The Toddler and the Toothpaste

OUR VIEW: Bike trail, sports park offer promising start
August 14, 2014
Mary’s Assumption a model for our life in heaven
August 14, 2014
OUR VIEW: Bike trail, sports park offer promising start
August 14, 2014
Mary’s Assumption a model for our life in heaven
August 14, 2014

There are many things parents do or have done that we wish would not have happened, primarily because of the embarrassment that these things can cause.

The peak time for this embarrassment involves adolescence; because it is then that we are forging our identities and doing things like going out on dates. Sometimes the embarrassment is minor, say disclosure of some childhood secret by the parents to a potential boyfriend or girlfriend at that dreaded “bring your date to dinner at home” deal.

The sins are exacerbated when visual aids are introduced. Bare babies on bearskins were highly popular at one time and cause for a lot of embarrassment.


There are worse things. I have friends who during a dinner, when showing all the family treasures in a cigar box, produced the metal dilator that their son wore as an infant. I never asked if they started showing that around to his girlfriends.

No matter the parentally-inflicted embarrassment, it appears that none of it stings much once the mating and dating period is done with, and it all becomes the topic of polite and laugh-filled banter at family gatherings in later years.

Today, however, there are unprecedented avenues for parents to travel in the embarrassment department. Videos and still photos document every step of a child’s development before he or she is old enough to self inflict, through the ubiquitous art of the selfie. So yes, before the selfie there is the parentie. And there are plenty of places for these things to live forever, like Facebook. The flip side is that the digital universe has its own developing protocols that can make for a lot of parental frustration, when all the parent wanted to do was share a moment too cute to leave alone.


Stephen Hood of Houma can tell you all about this. A technical writer in the oil and gas industry, Stephen is the proud father of a little girl named Juliette, and she is cute as cute can be.

One night not so long ago, Juliette, who is 3-years-old, was preparing for bed and taking care of her oral hygiene regimen, by herself for the very first time. Stephen captured the moment for posterity. The video shows the toddler, clad in PJ bottoms, doing just about anything but brushing. She was far too busy taking the contents of a toothpaste tube and smearing them directly around the inside of her mouth, doubtless intrigued for her entire teeth-brushing career by the minty sweetness but only then able to do with it what she wished.

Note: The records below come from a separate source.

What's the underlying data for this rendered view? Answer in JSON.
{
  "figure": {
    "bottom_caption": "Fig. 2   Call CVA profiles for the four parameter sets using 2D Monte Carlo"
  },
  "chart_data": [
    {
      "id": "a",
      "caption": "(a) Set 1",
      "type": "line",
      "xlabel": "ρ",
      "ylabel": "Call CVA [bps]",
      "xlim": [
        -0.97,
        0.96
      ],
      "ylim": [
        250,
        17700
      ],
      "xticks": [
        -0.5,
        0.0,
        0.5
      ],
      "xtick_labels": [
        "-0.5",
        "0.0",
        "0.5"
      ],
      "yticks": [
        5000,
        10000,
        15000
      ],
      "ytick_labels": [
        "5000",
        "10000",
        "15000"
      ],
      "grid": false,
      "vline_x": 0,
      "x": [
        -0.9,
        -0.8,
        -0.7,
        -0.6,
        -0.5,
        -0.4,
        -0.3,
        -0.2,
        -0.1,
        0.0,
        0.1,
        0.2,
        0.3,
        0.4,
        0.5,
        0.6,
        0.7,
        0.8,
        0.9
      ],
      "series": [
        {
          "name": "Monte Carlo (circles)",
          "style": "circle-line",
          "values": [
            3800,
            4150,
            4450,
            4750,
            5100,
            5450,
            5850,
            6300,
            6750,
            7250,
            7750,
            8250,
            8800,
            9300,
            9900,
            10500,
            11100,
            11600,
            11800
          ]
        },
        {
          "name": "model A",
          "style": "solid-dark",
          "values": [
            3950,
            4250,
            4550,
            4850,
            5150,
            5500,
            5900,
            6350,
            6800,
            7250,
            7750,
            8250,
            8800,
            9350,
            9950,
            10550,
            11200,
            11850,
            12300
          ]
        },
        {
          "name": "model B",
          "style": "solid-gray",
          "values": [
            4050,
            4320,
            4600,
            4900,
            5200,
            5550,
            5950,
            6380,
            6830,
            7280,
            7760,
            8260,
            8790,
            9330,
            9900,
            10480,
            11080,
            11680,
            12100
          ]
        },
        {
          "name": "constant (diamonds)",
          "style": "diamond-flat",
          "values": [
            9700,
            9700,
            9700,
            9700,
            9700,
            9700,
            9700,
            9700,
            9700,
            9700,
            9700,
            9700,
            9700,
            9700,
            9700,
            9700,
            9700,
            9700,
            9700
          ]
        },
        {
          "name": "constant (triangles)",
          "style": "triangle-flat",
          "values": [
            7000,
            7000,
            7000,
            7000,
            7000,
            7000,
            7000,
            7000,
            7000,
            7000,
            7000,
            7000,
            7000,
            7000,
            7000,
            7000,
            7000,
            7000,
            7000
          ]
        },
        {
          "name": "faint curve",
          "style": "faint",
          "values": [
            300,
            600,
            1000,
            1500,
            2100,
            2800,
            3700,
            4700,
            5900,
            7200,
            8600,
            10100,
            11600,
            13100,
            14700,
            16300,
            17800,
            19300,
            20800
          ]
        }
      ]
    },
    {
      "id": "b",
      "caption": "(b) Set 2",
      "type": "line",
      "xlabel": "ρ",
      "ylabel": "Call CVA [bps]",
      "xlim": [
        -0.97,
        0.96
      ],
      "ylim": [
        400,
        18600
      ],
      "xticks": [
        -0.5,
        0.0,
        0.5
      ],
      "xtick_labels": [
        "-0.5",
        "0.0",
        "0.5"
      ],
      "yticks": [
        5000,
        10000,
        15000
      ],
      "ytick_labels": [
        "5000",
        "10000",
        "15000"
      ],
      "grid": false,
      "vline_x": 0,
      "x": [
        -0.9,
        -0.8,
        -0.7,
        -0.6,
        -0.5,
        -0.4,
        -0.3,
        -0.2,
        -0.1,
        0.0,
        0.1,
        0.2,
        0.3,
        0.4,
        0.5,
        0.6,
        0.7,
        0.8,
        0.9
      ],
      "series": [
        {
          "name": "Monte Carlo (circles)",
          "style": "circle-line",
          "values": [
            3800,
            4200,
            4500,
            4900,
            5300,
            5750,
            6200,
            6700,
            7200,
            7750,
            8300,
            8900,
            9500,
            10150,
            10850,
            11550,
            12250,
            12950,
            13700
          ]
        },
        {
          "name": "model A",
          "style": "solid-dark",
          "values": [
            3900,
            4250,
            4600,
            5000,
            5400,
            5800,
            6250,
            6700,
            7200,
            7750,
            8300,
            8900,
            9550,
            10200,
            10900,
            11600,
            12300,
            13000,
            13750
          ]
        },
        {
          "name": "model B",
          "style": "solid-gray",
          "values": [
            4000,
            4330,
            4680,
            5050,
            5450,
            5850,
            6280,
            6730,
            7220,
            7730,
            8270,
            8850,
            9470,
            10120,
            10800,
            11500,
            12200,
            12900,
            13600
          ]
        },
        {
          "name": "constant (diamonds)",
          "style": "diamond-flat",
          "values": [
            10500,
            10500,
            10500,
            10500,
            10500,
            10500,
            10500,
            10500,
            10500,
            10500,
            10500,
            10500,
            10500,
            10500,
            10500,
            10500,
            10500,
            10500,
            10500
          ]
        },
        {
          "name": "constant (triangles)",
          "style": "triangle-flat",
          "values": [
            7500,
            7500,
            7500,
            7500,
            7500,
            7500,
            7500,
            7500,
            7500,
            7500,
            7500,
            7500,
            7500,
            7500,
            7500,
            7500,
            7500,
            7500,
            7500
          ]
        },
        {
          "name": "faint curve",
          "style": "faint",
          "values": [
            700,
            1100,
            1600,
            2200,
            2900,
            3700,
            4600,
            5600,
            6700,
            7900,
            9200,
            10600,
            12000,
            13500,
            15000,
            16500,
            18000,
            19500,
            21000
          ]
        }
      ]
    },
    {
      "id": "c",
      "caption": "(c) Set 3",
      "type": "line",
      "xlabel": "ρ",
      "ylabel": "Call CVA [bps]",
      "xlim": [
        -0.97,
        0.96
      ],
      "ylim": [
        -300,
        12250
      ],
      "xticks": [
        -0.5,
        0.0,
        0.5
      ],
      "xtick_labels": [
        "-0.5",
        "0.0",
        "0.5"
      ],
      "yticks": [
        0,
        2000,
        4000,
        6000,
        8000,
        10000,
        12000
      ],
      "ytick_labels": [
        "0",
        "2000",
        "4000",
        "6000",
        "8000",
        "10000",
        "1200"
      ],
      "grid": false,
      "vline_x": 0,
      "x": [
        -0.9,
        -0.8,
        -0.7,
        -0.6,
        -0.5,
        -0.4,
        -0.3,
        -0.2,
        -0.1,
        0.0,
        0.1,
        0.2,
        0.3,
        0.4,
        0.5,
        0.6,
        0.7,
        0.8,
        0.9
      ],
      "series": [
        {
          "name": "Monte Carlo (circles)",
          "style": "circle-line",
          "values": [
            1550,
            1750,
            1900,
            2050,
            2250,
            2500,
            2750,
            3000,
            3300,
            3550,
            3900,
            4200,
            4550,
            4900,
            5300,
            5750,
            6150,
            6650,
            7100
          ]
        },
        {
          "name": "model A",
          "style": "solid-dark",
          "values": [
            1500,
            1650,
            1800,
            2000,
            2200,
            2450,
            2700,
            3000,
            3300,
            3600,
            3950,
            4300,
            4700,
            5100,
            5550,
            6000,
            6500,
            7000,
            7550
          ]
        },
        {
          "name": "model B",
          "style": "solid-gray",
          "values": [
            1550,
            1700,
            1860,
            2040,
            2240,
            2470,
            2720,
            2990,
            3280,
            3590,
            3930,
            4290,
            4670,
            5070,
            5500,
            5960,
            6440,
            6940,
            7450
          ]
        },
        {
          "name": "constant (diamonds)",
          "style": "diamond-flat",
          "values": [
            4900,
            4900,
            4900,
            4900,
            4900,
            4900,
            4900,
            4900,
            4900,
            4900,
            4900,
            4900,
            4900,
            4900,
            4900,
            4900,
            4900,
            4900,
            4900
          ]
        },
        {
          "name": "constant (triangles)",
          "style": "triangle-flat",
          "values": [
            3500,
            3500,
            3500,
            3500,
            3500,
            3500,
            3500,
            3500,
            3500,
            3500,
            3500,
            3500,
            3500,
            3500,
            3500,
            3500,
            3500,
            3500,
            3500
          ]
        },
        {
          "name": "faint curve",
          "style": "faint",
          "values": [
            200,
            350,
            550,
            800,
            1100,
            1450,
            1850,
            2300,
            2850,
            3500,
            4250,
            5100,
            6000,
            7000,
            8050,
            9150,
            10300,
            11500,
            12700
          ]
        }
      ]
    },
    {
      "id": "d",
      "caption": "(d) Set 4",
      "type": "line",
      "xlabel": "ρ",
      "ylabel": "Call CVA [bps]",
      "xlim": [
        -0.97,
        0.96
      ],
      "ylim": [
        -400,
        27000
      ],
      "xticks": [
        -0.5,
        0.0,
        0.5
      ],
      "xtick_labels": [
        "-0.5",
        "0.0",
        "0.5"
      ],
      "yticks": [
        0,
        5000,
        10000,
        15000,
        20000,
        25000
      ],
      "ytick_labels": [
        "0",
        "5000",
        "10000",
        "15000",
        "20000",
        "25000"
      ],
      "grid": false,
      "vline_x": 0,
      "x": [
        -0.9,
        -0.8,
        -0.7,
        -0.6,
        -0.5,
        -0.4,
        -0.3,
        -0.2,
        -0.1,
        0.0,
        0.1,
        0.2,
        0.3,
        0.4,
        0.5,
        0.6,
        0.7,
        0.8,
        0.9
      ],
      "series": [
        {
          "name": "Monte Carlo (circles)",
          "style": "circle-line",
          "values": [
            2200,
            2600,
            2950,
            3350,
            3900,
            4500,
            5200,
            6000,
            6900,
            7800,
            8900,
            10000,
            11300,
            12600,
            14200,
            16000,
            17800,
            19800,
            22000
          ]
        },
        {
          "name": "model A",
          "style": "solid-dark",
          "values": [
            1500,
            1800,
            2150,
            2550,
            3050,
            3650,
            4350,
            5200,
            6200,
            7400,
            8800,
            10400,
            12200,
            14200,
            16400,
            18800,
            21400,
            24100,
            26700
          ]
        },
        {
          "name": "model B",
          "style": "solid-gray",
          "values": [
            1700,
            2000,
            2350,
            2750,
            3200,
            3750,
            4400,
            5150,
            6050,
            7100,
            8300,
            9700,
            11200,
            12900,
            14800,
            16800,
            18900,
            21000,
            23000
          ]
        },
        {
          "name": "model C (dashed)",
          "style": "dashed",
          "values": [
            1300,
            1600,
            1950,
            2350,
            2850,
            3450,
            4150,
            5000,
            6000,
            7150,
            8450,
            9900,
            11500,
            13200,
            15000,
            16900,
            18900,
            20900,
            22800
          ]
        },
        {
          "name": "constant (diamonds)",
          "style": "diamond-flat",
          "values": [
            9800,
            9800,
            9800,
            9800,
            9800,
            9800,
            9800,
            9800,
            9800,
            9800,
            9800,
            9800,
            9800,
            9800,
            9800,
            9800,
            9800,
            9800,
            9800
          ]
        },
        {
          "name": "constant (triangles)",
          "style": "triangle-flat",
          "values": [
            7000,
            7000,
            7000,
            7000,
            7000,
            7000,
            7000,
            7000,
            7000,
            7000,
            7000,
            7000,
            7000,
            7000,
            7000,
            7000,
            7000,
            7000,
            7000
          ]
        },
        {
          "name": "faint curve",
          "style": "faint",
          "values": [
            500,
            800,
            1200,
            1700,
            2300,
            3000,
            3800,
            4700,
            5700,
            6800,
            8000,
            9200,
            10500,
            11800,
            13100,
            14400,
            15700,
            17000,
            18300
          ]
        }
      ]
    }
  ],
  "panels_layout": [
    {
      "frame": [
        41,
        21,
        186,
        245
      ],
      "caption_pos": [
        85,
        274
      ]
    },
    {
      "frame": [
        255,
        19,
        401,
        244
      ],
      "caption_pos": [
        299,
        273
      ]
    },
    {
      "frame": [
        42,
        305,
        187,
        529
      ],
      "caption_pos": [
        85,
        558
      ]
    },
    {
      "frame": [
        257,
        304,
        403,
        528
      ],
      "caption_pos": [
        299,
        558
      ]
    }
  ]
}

“I thought it was adorable honestly, and thought that her other family members would enjoy seeing it,” said Stephen, who began recording when his little girl asked him to leave the room – namely because she wished to be free to act on her toothpaste plan.


The short video was posted on Facebook, viewable only by friends so far as Stephen knew.

And then came the slap-down.

“I received a notification from Facebook stating that someone had reported my video because of nudity,” Stephen said. “I was given the option to remove the video or have Facebook review it.”


There had been other complaints of pictures of Juliette in underwear, so Stephen decided the better choice was to acquiesce.

“Her Grammy and PawPaw expressed disappointment when I removed the video,” Stephen said.

So now he is combing his friends list, trying to determine who might have made the complaint, convinced, as he stated on his page, that whoever it was may have some very dark and twisted personality aspect.


That could be.

Juliette doesn’t have her own Facebook page, so it wasn’t her trying to derail a future embarrassing moment.

But that would be futile anyhow, since Daddy has the video.


And that being the case we can only hope that parental possession of video showing a toddler clad only in pajama bottoms isn’t yet the subject of scrutiny by forces far more powerful and insidious than Facebook.

In this brave new digital world we can only surmise that the worst is one day yet to come.